In considering the current program roster, it is crucial to focus energy on either a smaller and more focused list of programs or on specific program areas with high levels of expertise and outcomes.

At that point the institution can effectively consider new programs with high growth potential and benefits for students and employers.

So how do you determine which programs should be kept and which to cut? It’s a very complicated question with a lot of moving parts, and often times the discussion around programs is impacted by all of the various stakeholders involved. My recommendation is to take a step back, look at every program that is not succeeding and ask three simple questions:

  1. Do not enough people know about it? (lack of awareness)
  2. Does no one want it? (lack of demand)
  3. Does no one want ours? (lack of competitiveness)

Lack of awareness
You believe that you have a fantastic program that is cutting edge, has high employer need and is priced just right. The instructors have great industry experience, your Program Advisory group is begging for the curriculum and graduates and the outcomes in terms of placement and gainful employment rates knock it out of the park. But enrollments are low. Worst of all, other schools with this degree are seeing great response in similar markets. In this scenario all of the evidence points to a lack of external marketing or brand awareness, resulting in an inability of producing prospective students.

It’s important to understand that the measurement point for this particular situation is early in the marketing and enrollment process. Data that you can examine include:

  • Total budget and budget trends relative to other programs
  • Marketing channel trends (spend per channel, response rates per channel)
  • Marketing mix relative to the target market (does your IT program have the same mix and budget consideration as your Nursing program?)
  • Corporate/employer marketing efforts
  • Brand recognition in your market (surveys, focus groups, brand awareness studies)
  • Trends in lead volume and conversation rates relative to other programs
  • If you have program-specific marketing resources, how stable have they been over time?

Examining these and other questions can help bring the needed push to an otherwise great program.

Lack of demand
Every school has legacy programs where administration, faculty or simply inertia is keeping it on the roster, meaning that they have been around for years despite a steady decline. At one time institutions may have viewed these as “steady as she goes” programs, allowing them to hang around because costs may be predictable or there’s a belief by some stakeholders that it’ll ‘bounce-back’ at some point. These programs have strong marketing budgets, are well understood by admissions and are priced appropriately relative to the market.

The key indicators in this scenario are when employer demand is minimal or the program isn’t succeeding for other institutions.

This can also be a temporary situation, for example the difference between a petroleum engineering degree in 2010 versus today. When oil was well over $100 per gallon the demand for petroleum engineers was through the roof. As oil has dropped to low single digits, that demand has cooled, but everyone understands that it is a cyclical situation and we’ll likely be back to $2.50 gas at some point.

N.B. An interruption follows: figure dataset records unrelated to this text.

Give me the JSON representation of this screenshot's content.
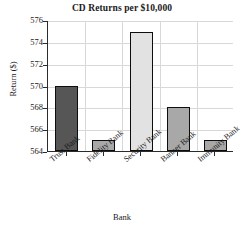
{
  "chart_data": {
    "type": "bar",
    "title": "CD Returns per $10,000",
    "xlabel": "Bank",
    "ylabel": "Return ($)",
    "categories": [
      "Trust Bank",
      "Fidelity Bank",
      "Security Bank",
      "Banner Bank",
      "Immunity Bank"
    ],
    "values": [
      570,
      565,
      574.9,
      568,
      565
    ],
    "ylim": [
      564,
      576
    ],
    "yticks": [
      564,
      566,
      568,
      570,
      572,
      574,
      576
    ],
    "ytick_labels": [
      "564",
      "566",
      "568",
      "570",
      "572",
      "574",
      "576"
    ],
    "grid": true,
    "legend": "none",
    "bar_colors": [
      "#565656",
      "#a8a8a8",
      "#e2e2e2",
      "#a8a8a8",
      "#a8a8a8"
    ],
    "bar_edge_color": "#0d0d0d",
    "gridline_color": "#d8d8d8",
    "axis_color": "#2b2b2b",
    "background": "#ffffff"
  }
}
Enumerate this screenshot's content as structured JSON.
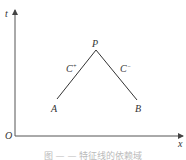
{
  "diagram": {
    "axes": {
      "vertical_label": "t",
      "horizontal_label": "x",
      "origin_label": "O"
    },
    "points": [
      {
        "name": "P",
        "label": "P"
      },
      {
        "name": "A",
        "label": "A"
      },
      {
        "name": "B",
        "label": "B"
      }
    ],
    "characteristics": [
      {
        "label_base": "C",
        "label_sup": "+",
        "from": "A",
        "to": "P"
      },
      {
        "label_base": "C",
        "label_sup": "−",
        "from": "P",
        "to": "B"
      }
    ],
    "caption": "图 — — 特征线的依赖域"
  }
}
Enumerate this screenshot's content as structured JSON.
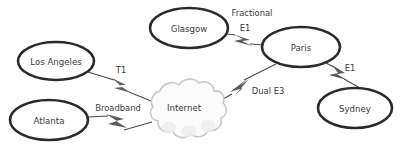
{
  "diagram": {
    "background_color": "#ffffff",
    "node_stroke_color": "#2b2b2b",
    "link_color": "#4a4a4a",
    "bolt_color": "#5b5b5b",
    "cloud_fill": "#fbfbfb",
    "cloud_stroke": "#c9c9c9",
    "text_color": "#3a3a3a",
    "nodes": [
      {
        "id": "los-angeles",
        "label": "Los Angeles",
        "shape": "ellipse",
        "cx": 56,
        "cy": 61,
        "rx": 38,
        "ry": 19
      },
      {
        "id": "atlanta",
        "label": "Atlanta",
        "shape": "ellipse",
        "cx": 49,
        "cy": 120,
        "rx": 39,
        "ry": 20
      },
      {
        "id": "glasgow",
        "label": "Glasgow",
        "shape": "ellipse",
        "cx": 189,
        "cy": 28,
        "rx": 39,
        "ry": 20
      },
      {
        "id": "paris",
        "label": "Paris",
        "shape": "ellipse",
        "cx": 301,
        "cy": 47,
        "rx": 39,
        "ry": 20
      },
      {
        "id": "sydney",
        "label": "Sydney",
        "shape": "ellipse",
        "cx": 355,
        "cy": 108,
        "rx": 37,
        "ry": 20
      },
      {
        "id": "internet",
        "label": "Internet",
        "shape": "cloud",
        "cx": 184,
        "cy": 110
      }
    ],
    "links": [
      {
        "id": "la-internet",
        "from": "los-angeles",
        "to": "internet",
        "label": "T1",
        "label_x": 121,
        "label_y": 70,
        "label_lines": [
          "T1"
        ]
      },
      {
        "id": "atlanta-internet",
        "from": "atlanta",
        "to": "internet",
        "label": "Broadband",
        "label_x": 118,
        "label_y": 108,
        "label_lines": [
          "Broadband"
        ]
      },
      {
        "id": "glasgow-paris",
        "from": "glasgow",
        "to": "paris",
        "label": "Fractional E1",
        "label_x": 252,
        "label_y": 13,
        "label_lines": [
          "Fractional",
          "E1"
        ]
      },
      {
        "id": "internet-paris",
        "from": "internet",
        "to": "paris",
        "label": "Dual E3",
        "label_x": 268,
        "label_y": 91,
        "label_lines": [
          "Dual E3"
        ]
      },
      {
        "id": "paris-sydney",
        "from": "paris",
        "to": "sydney",
        "label": "E1",
        "label_x": 350,
        "label_y": 68,
        "label_lines": [
          "E1"
        ]
      }
    ]
  }
}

A key thing to keep in mind is the cumulative impact of tempered employer demand combined with a once-hot program. Use the legal field as an example. In 1976, there were over 450,000 attorneys in the United States, and 34,000 new lawyers were graduating law schools on a yearly basis. 35 years later that number had increased to 44,000 yearly grads, and the number of lawyers had grown to over 1.2 million! In the age of law-focused TV shows, increased legal opportunities in a wide variety of sectors, and the impact of Wall Street on legal compensation, the growth in lawyers dramatically outpaced population growth. According to the National Association of Law Placement that all changed by 2011, when less than ½ of grads found a law firm job. The problem was exacerbated by the fact that immediately before the drop in demand there was a massive increase in supply, creating a substantial glut. That same situation exists with some higher education programs such as criminal justice or medical billing and coding. In a sector where gainful employment is paramount and resources are limited, a glut is a very dangerous thing.

Lack of competitiveness
The third scenario is probably the most common. You have a program that seems to be in high demand from students and employers. Your awareness levels seem strong from a marketing perspective, and your brand is well recognized. For some reason, however, you can’t seem to drive conversations or convert those conversations into quality enrollments.

The issue is one of competitiveness. You have a program that doesn’t match up well based on quality, accreditation, availability (e.g., start dates) or price. If your program is $80k with 6 start dates and no programmatic accreditation and your competition has the same program for $30k, 10 starts per year with programmatic accreditation – then you might have a problem.

Questions to ask yourself when you’re evaluating competitiveness:

  • What is the standard competition matrix around price, program features (credit hours, length, degree level, etc), advertising and brand presence, etc.
  • How has that local competition matrix changed over time? Have they increased advertising? Space? Added related program roster? What is different?
  • What is the competition’s brand message as compared to yours? Are they attacking your weaknesses, real or perceived?
  • Has your marketing mix and strategy evolved with your target market?
  • Are you following up with students that did not enroll and documenting the reasons?
  • How has modality impacted your competition. Is online adding complexity and options?
  • Does your competition have employer connections that outpace yours (e.g., externships)?

What’s next?
After going through the big 3 questions and corresponding investigation, you now have to determine which of them is the specific issue with your program. If you determine that the problem is a lack of awareness, then your team can focus specifically on figuring out what resources (people and money) are essential to establish the necessary footprint in your market. Determine the acceptable inefficiencies inherent in building awareness (higher costs per acquisition, higher branding costs, training costs, etc). If it ends up being too big of a hill to climb, you have a better sense of what to cut.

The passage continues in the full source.